Friday, 10 April 2009

  • 2: Saving Dylan

    3:

    The light is flickering. It's been flickering for the past seventeen minutes and twenty-two seconds. Twenty-three. Twenty-four.

    This is how all good things come to an end.

    The school bell goes off. I throw it a reproachful glare. I have lost count. I stand up, limp with lathargy out the door and follow a crowd down two flights of staircases. I make a sharper turn left than I need to, nearly colliding into a small boy. Skinny, apologetic and probably apathetic like the rest of them. I glare reproachfully at him too, sending him sputtering and dipping his head so low that it almost disappeared between his shoulders, as he hurried past me. What would have normally gave me satisfaction somehow didn't. Peculiar. But nothing I could not shake out of my head and out of mind.

    This is how the world cries out from below.

    I go into the assembly hall and am instantly greeted by people who think of themselves as my friends. Not that I don't enjoy their presence and their idiosyncracies every once in awhile. I just prefer to think of them more as objects of instant gratification. Nothing more. I either enjoy them now or not. They say hello, wave and smile like they're pleased to see me. Maybe they are. I can't be bothered to fathom the depth of their sincerity.

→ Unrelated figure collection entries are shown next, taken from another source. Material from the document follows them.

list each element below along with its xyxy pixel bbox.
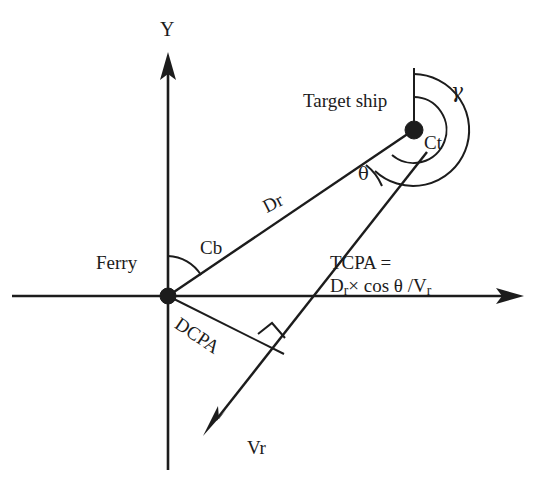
x-axis: [12, 288, 524, 304]
target-ship-label: Target ship: [303, 90, 387, 111]
tcpa-formula-line1: TCPA =: [330, 252, 391, 273]
diagram-vector-layer: [0, 0, 546, 487]
relative-velocity-label-vr: Vr: [247, 437, 266, 458]
ferry-node-dot: [160, 288, 176, 304]
ferry-label: Ferry: [96, 252, 137, 273]
target-ship-node-dot: [405, 121, 423, 139]
tcpa-formula-line2: Dr× cos θ /Vr: [330, 275, 431, 298]
theta-angle-label: θ: [358, 164, 369, 184]
bearing-angle-label-cb: Cb: [200, 237, 222, 258]
tcpa-dr-base: D: [330, 275, 344, 296]
diagram-canvas: Y Ferry Cb Target ship γ Ct θ Dr DCPA Vr…: [0, 0, 546, 487]
tcpa-vr-subscript: r: [427, 283, 432, 298]
course-angle-label-ct: Ct: [424, 132, 442, 153]
gamma-angle-label: γ: [451, 80, 463, 102]
tcpa-formula: TCPA = Dr× cos θ /Vr: [330, 252, 431, 299]
y-axis-label: Y: [160, 18, 174, 40]
tcpa-formula-middle: × cos θ /V: [348, 275, 426, 296]
bearing-angle-arc-cb: [168, 256, 201, 275]
y-axis: [160, 52, 176, 470]
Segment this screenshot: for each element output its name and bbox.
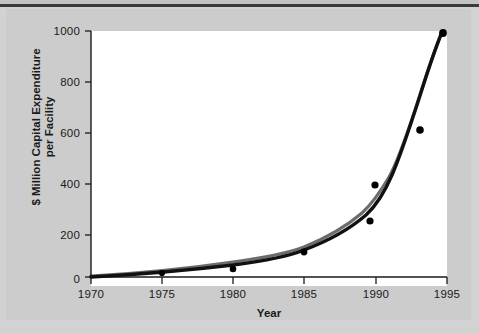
- data-point: [301, 249, 308, 256]
- x-axis-title: Year: [91, 307, 447, 319]
- data-point: [159, 270, 165, 276]
- data-point: [230, 266, 237, 273]
- x-tick-label-1975: 1975: [134, 288, 190, 300]
- y-tick-marks: [85, 31, 91, 277]
- data-point: [439, 29, 447, 37]
- x-tick-marks: [91, 277, 447, 284]
- figure-page: 0 200 400 600 800 1000 1970 1975 1980 19…: [0, 0, 479, 334]
- y-axis-title: $ Million Capital Expenditure per Facili…: [30, 27, 56, 227]
- data-point: [371, 181, 378, 188]
- fit-curve-b: [91, 32, 442, 276]
- page-horizontal-rule: [0, 4, 479, 7]
- y-axis-title-line-2: per Facility: [43, 27, 56, 227]
- chart-figure-panel: 0 200 400 600 800 1000 1970 1975 1980 19…: [6, 9, 471, 320]
- y-axis-title-line-1: $ Million Capital Expenditure: [30, 27, 43, 227]
- y-tick-label-0: 0: [36, 273, 80, 285]
- data-points: [159, 29, 447, 276]
- y-tick-label-200: 200: [36, 229, 80, 241]
- x-tick-label-1970: 1970: [63, 288, 119, 300]
- x-tick-label-1980: 1980: [205, 288, 261, 300]
- x-tick-label-1990: 1990: [348, 288, 404, 300]
- x-tick-label-1995: 1995: [419, 288, 475, 300]
- fit-curves: [91, 32, 442, 277]
- fit-curve-a: [91, 32, 442, 277]
- x-tick-label-1985: 1985: [276, 288, 332, 300]
- data-point: [366, 217, 373, 224]
- axis-lines: [91, 31, 447, 277]
- data-point: [416, 126, 424, 134]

    Assembly starts. The usual announcements that never seem to concern me. Or that I never seem to be concerned with. Everything until a sudden scream which was followed by a loud crash came from the outside of the hall. Heads turn simultaneously backward and I find myself sighing and turning around as well. Not that I want to. I just hate people staring back at me. A teacher rushes out and a long while later, comes back news that a boy has fallen down the stairs. She gives a brief description of the boy. Short. Skinny. And my mind jumps to the shriveled youth I had collided with. How painfully ironic.

    4:

    Did you ever wonder if it was your fault? Or if that poor boy was just a pathetic victim of cruel coincidence? My friend, my friend, there is no such thing as coincidence, as you would soon begin to see.

Sunday, 05 April 2009

  • 1: Saving Dylan

    1:

    I am extremely patient. So as patient as I am,. I will sit back, relax, and wait. Patient, naturally. Until, of course, it is my turn.

    Then I will not be as patient.

    2:

    It is raining. And I'm doing absolutely nothing. Except staring at the rain, falling, drop by drop, onto the window sill. And breathing. And trying to stay alive. The window doesn't close properly. The gap between shut and almost shut let's the droplets collect on the corner of the window sill. I wonder if it the puddle of water will grow, grow until it spills over the side of the sill. But then I close my eyes. And try to forget that I had wondered.